Great Blue Heron


2006 Rescue & Release

This fledgling Great Blue Heron came to Mississippi Wildlife Rehabilitation, Inc. with a leg injury. We caught it checking the local newspaper while it recovered in our care - to see if anyone cares enought to write about Mississippi's injured and orphaned wildlife. Later, it is seen ready to fly!

Standing still while hunting, or flapping slowly past with their huge wings, Great Blue Herons live in Mississippi, where there is clean water and forest. Adult herons stand 3' to 4' tall with a 6 foot wingspan but only weigh 5 to 6 pounds. They eat a wide variety of prey, including frogs, fish, salamanders, turtles, snakes, insects, rodents, and small birds. Herons have special patches of powder down feathers, which they rake with a foot, causing the powder to fall on fish it has caught. This special powder causes the fish slime and oil to clump up so that the herons then can simply brush it off with a foot, and a coating on underside of their bodies repels swamp slime and oils.

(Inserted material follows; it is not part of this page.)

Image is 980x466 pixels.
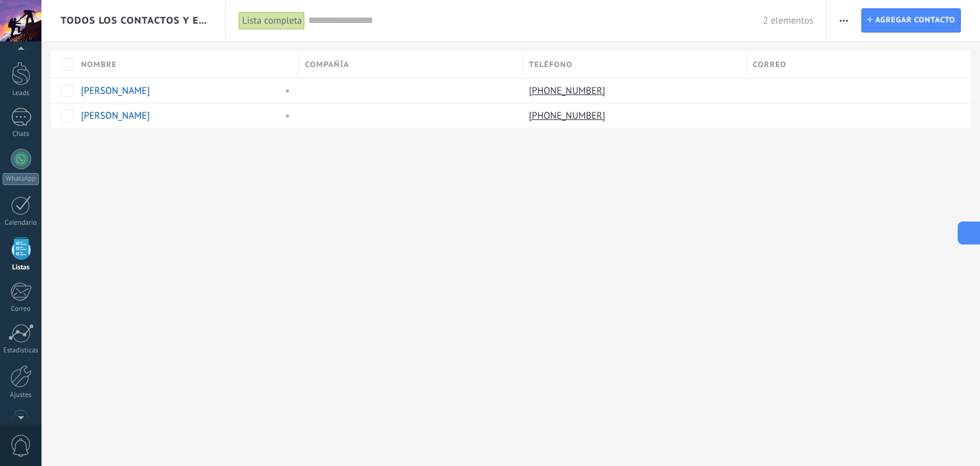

Young Great Blue Herons are semialtrical: they emerge from the eggs with a downy coat and their eyes open, but they aren't able to move about and must be fed by their parents. They mature in 6 weeks. Young herons in the nest are often killed by crows, ravens, gulls, hawks, eagles, and raccoons. Great Blue Herons often reuse a nest, adding sticks to it each year and usually lay from three to seven eggs. Nesting colonies are typically found in mature forests, on islands, or near mudflats, and do best when they are free of human disturbance and have foraging areas close by.

Mississippi Wildlife Rehabilitation, Inc. is the only state-licensed facility for wildlife rehabilitation in Northern Mississippi. It is a 501(c)(3) non-profit organization serving the following Mississippi counties: Benton, Calhoun, Chickasaw, Coahoma, DeSoto, Grenada, Itawamba, LaFayette, Leflore, Marshall, Oktibbeha, Panola, Pontotoc, Prentiss, Tate, Tippah, Yalobusha. MWR relies solely on the generous donations of people like you - we receive no federal, state or municipal funding and all of our staff are unpaid volunteers. Your donations provide us with the means to continue helping the animals. All donations are tax-deductible and go directly towards helping the animals!
Mississippi Wildlife Rehabilitation, Inc.
9865 Green River Road
Lake Cormorant, MS 38641
(662) 429-5105
Mississippi Wildlife Rehabilitation, Inc. is a non-profit 501(c) (3) organization that accepts tax deductible contributions.